A one-ounce serving of chia seeds contains 9 grams of fat, 5 milligrams of sodium, 11 grams of fiber and 4 grams of protein (and that’s not even counting how they stimulated sales of Chia Pets). Amaranth seeds contain 30% more protein than rice and are unusually rich in lysine, an essential amino acid missing in many other plants. Best of all, both chia and amaranth are easy to grow and easy to harvest, with flowers that produce millions of seeds for further cultivation.
It’s stuff like this that fascinates Shad – and he’s a walking fountain of agricultural knowledge, experimentation and irrepressible enthusiasm. He’s teaching Guatemalan farmers to throw down some chia seed when they mound up soil around their knee-high corn plants in August, so the fast-growing salvia will be ready to harvest with the corn in October. But this is just the tip of the trowel on Shad’s farm, because he’s a master of biodiversity, with at least 200 species of plants, animals, and fungi on his small acreage. In fact, his goal is to take a traditionally-sized plot of land (about one-sixth of an acre) and demonstrate to Guatemalan farmers how to make it both profitable and a source of good nutrition for their families – and to that end, he’ll try anything!
Shad waxes rhapsodic about esoteric scientific facts and chemistry – the soil as the placenta of
the earth; how wind, water, and sun act on soil’s abiding intention to make more of itself; the beautifully complex interaction of nitrogen, hydrogen and carbon dioxide (which is why he raises clean herbivore rabbits in the same house with dirty greens-eating chickens) – until my brain was swimming in farm facts. But the bottom line is this is a man with a passionate love for farming who believes that to plant a seed is a sacred deed and who is utterly devoted to working with local communities to share his knowledge. In addition to all the work he’s done on his own land, he’s also started 4 community gardens in neighboring Santa Cruz, with local women choosing a youth to organize and run their market (thus educating the next generation).
Of course, my unspoken question was – how does your wife feel about living way up here, with no electricity (but a rocking sauna) and a 5-mile round-trip walk to her daily work as a teacher?
Colleen wasn’t there to answer, but I suspect she’s just as dazzled by Shad’s incandescent energy as we were….and by the simple truth of his philosophy:
Growing and selling good food can heal people and heal the earth.
Unlike any other form of “development,” there is no moral ambiguity to clean farming.
You plant a seed. You nurture your plants, trees, animals and soil. You feed other people good food.
That’s what drives Shad Qudsi, International Farmer and owner of Atitlan Organics.

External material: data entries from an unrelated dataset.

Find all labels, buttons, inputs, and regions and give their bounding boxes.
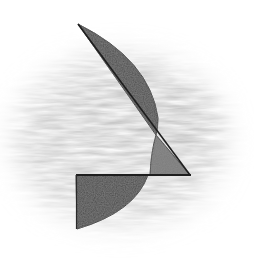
pencil-drawing: [0, 0, 254, 264]
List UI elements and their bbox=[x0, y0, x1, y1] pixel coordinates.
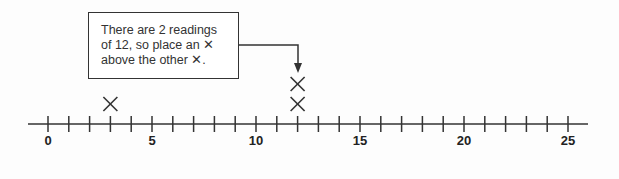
dot-plot-diagram: There are 2 readings of 12, so place an … bbox=[0, 0, 619, 179]
tick-label: 0 bbox=[44, 133, 51, 148]
callout-line: above the other ✕. bbox=[101, 53, 238, 68]
callout-line: There are 2 readings bbox=[101, 23, 238, 38]
tick-label: 20 bbox=[457, 133, 471, 148]
tick-label: 10 bbox=[249, 133, 263, 148]
tick-label: 25 bbox=[561, 133, 575, 148]
tick-label: 5 bbox=[148, 133, 155, 148]
annotation-callout: There are 2 readings of 12, so place an … bbox=[88, 12, 239, 79]
callout-line: of 12, so place an ✕ bbox=[101, 38, 238, 53]
tick-label: 15 bbox=[353, 133, 367, 148]
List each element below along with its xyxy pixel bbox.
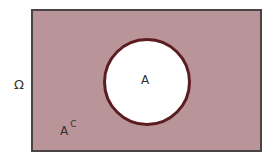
set-a-label: A — [141, 74, 149, 86]
complement-label: AC — [60, 123, 77, 137]
universe-label: Ω — [14, 78, 24, 91]
complement-superscript: C — [70, 119, 76, 129]
complement-base: A — [60, 124, 68, 138]
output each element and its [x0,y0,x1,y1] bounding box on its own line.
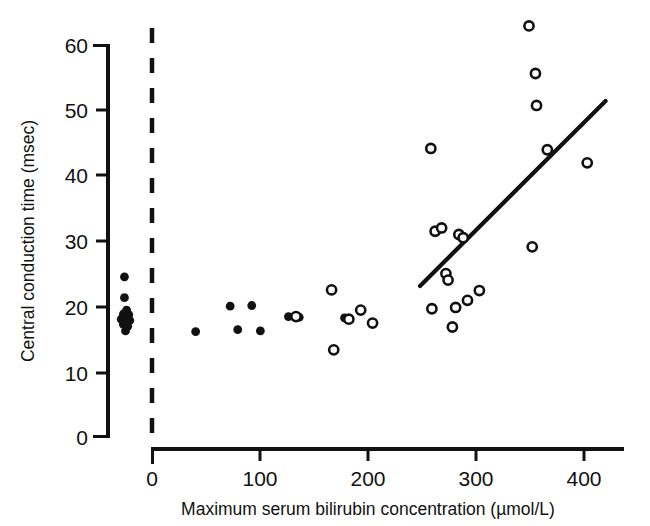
data-point-open [448,322,457,331]
data-point-open [327,285,336,294]
data-point-open [329,345,338,354]
data-point-open [437,223,446,232]
data-point-filled [191,327,200,336]
x-ticklabel-400: 400 [566,467,601,490]
data-point-open [583,158,592,167]
data-point-open [443,276,452,285]
scatter-plot-figure: 60 50 40 30 20 10 0 Central conduction t… [0,0,650,526]
data-point-open [531,69,540,78]
data-point-open [356,305,365,314]
y-axis-title: Central conduction time (msec) [18,120,38,362]
data-point-open [475,286,484,295]
x-ticklabel-100: 100 [242,467,277,490]
y-ticklabel-0: 0 [76,426,88,449]
y-ticklabel-20: 20 [65,296,88,319]
x-ticklabel-300: 300 [458,467,493,490]
chart-svg: 60 50 40 30 20 10 0 Central conduction t… [0,0,650,526]
y-ticklabel-40: 40 [65,164,88,187]
data-point-open [528,242,537,251]
data-point-open [459,233,468,242]
data-point-filled [247,301,256,310]
y-ticklabel-50: 50 [65,99,88,122]
data-point-open [532,101,541,110]
data-point-filled [120,272,129,281]
x-ticklabel-0: 0 [146,467,158,490]
y-ticklabel-60: 60 [65,34,88,57]
data-point-open [463,296,472,305]
x-axis: 0 100 200 300 400 Maximum serum bilirubi… [146,449,624,519]
data-point-filled [121,327,130,336]
data-point-open [524,21,533,30]
y-ticklabel-10: 10 [65,362,88,385]
data-point-open [451,303,460,312]
data-point-open [368,319,377,328]
data-point-open [344,315,353,324]
regression-line [420,101,606,286]
data-point-filled [226,302,235,311]
x-axis-title: Maximum serum bilirubin concentration (µ… [181,499,555,519]
y-axis: 60 50 40 30 20 10 0 Central conduction t… [18,34,108,449]
y-ticklabel-30: 30 [65,230,88,253]
data-point-filled [120,293,129,302]
x-ticklabel-200: 200 [350,467,385,490]
data-point-filled [233,325,242,334]
data-point-open [291,312,300,321]
data-point-open [427,304,436,313]
series-open-circles [291,21,591,354]
data-point-open [543,145,552,154]
data-point-filled [256,327,265,336]
data-point-open [426,144,435,153]
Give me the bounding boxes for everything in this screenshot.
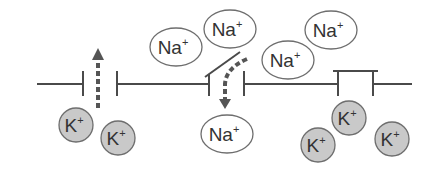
potassium-ion: K+	[332, 101, 366, 135]
ion-charge: +	[319, 134, 325, 146]
closed-channel	[333, 71, 378, 96]
ion-charge: +	[233, 123, 239, 135]
potassium-ion: K+	[59, 108, 93, 142]
ion-channel-diagram: Na+Na+Na+Na+Na+ K+K+K+K+K+	[0, 0, 441, 177]
ion-charge: +	[182, 36, 188, 48]
outward-flow-arrow-icon	[92, 48, 104, 108]
diagram-canvas: Na+Na+Na+Na+Na+ K+K+K+K+K+	[0, 0, 441, 177]
potassium-ion: K+	[101, 121, 135, 155]
sodium-ion: Na+	[150, 28, 202, 66]
potassium-ion: K+	[375, 122, 409, 156]
sodium-ion: Na+	[201, 115, 253, 153]
ion-charge: +	[77, 114, 83, 126]
sodium-ion: Na+	[305, 11, 357, 49]
ion-charge: +	[294, 49, 300, 61]
ion-charge: +	[393, 128, 399, 140]
ion-charge: +	[337, 19, 343, 31]
sodium-ion: Na+	[262, 41, 314, 79]
channel-gate-lid	[205, 52, 240, 77]
ion-charge: +	[236, 18, 242, 30]
sodium-ion: Na+	[204, 10, 256, 48]
ion-charge: +	[119, 127, 125, 139]
potassium-ion: K+	[301, 128, 335, 162]
inward-flow-arrow-icon	[219, 59, 247, 109]
ion-charge: +	[350, 107, 356, 119]
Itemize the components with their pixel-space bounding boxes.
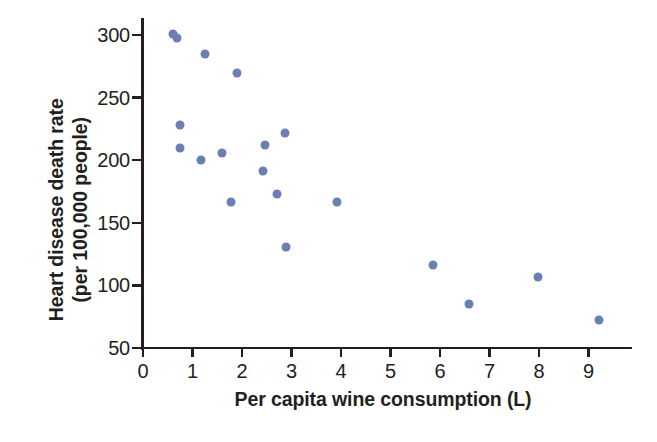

It’s Farming for the Future (And p.s. that’s exactly what Heifer has been about for the past 69 years…)


















Despite the biting wind, the heads of cabbage, peas, radishes and turnips were gorgeous – and the family was equally proud of the 100 cuy (guinea pigs) they’d raised from Heifer’s gift of 60 cuy last year (they’ve already sold 60 males at $10 each and passed along the original gift).